Beep! The barcode, that rectangle of thick and thin parallel lines seen on seemingly every grocery product, package, prescription bottle and piece of luggage is turning 50 years old.
Since its invention, the Universal Product Code has become the most prevalent tracking tool for products around the world. Billions of items are scanned every day in industries from airlines to pharmacies to movie theaters. The laser-powered technology behind UPCs has changed the retail industry in particular, making big-box stores, easy returns, global inventories and (unpopular) self check-outs possible.
The barcode’s impact has been “revolutionary” said Neil Saunders, managing director of GlobalData. It’s “more efficient and cost-effective” for retailers to use them and they offer “flexibility in terms of pricing. There’s hardly any products now that don’t use a barcode for identification.”
Of course, like many great inventions, the barcode’s origin is disputed, its industry initially opposed it and the credit for its eventual success is claimed by many.
What isn’t in dispute is that in the prosperous post-World War II era, and amidst an explosion of new consumer products, Americans were getting sick of waiting in long lines at the checkout counter. A system to speed up the supermarket was in development as early as the 1940s.
Bernard Silver and Norman Joseph Woodland, two graduate students at Drexel University in Philadelphia, received a patent for an early barcode system in 1952; Woodland later said that the pattern was inspired by the Morse code he learned in the Boy Scouts.
But their prototype was shaped like a bull’s eye, with lines arranged in concentric circles, which sometimes proved difficult to read. It took a long time for laser-powered optical scanning to catch up and for barcodes to become a workable large-scale solution.
Meanwhile, supermarket chains Kroger, Food Fair and UK-based Sainsbury’s (plus RCA and IBM) were also working on prototypes or projects, and they were facing resistance.
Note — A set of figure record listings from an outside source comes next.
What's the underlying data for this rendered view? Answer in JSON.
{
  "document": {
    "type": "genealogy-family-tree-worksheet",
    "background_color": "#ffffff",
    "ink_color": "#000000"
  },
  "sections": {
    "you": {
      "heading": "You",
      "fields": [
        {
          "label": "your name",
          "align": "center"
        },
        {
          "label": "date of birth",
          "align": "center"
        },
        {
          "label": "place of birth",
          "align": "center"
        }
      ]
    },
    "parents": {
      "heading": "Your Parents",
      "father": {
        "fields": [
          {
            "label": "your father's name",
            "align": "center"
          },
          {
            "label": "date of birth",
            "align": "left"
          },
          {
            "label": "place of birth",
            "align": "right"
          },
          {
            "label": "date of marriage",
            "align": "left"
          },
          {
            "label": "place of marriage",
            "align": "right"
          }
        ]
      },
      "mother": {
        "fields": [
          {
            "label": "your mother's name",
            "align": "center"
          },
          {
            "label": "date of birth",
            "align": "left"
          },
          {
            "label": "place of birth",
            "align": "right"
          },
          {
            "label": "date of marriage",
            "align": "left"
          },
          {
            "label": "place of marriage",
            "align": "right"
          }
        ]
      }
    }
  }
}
Grocers initially opposed a universal system and canners hated both the idea, and the potential added expense, of having to stamp their products, the Smithsonian Magazine noted in a 2015 history of the barcode. The speed and convenience of the technology eventually won over opponents.
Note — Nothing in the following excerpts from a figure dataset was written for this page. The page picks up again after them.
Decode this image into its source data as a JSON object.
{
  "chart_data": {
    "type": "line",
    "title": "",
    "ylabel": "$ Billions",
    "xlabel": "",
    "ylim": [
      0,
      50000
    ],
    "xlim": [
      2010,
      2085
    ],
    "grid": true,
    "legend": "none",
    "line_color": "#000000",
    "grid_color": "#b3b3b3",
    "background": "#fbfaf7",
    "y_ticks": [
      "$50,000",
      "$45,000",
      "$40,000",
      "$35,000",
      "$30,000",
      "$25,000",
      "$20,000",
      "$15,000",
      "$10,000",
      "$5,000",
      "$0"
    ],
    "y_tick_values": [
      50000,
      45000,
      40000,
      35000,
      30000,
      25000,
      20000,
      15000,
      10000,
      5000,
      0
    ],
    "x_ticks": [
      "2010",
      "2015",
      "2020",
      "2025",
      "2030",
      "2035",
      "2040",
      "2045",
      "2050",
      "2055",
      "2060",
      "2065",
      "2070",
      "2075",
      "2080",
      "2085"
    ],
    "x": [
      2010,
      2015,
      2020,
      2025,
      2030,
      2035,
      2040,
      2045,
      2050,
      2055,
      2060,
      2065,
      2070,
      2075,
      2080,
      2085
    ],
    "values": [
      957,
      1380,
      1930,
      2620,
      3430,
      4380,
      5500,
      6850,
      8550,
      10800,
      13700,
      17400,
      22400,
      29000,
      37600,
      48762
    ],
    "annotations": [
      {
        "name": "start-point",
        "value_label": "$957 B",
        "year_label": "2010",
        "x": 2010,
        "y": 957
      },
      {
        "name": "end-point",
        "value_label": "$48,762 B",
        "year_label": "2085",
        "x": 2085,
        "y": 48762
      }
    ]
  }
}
But the barcode wasn’t practically implemented until the 1960s. David J. Collins, a civil engineer at Sylvania Electrics lab, pioneered a way to scan barcodes with flashes of light, initially using barcodes to track railway cars by labeling them with patterns of bars in various colors. The Wall Street Journal, in a 2022 obituary of Collins, gives the nod of inventing the barcode to him.
The birthday of the barcode is celebrated April 3, 1973 because that’s the day the IBM version, created by senior engineer George Laurer, was approved as the industry standard.
In Laurer’s New York Times obituary of 2019, he is credited as the designer and developer of the barcode, although it notes Laurer received no royalties.
In the early summer of 1974, the first barcoded product slid across the checkout of Marsh’s supermarket outside Troy, Ohio, marking the start of a technological revolution. That first item scanned was a 10-pack bag of Wrigley’s Juicy Fruit chewing gum, then $1.39.
Years later, the Smithsonian had a replica of that Wrigley’s gum installed in a museum exhibition on the history of the barcode.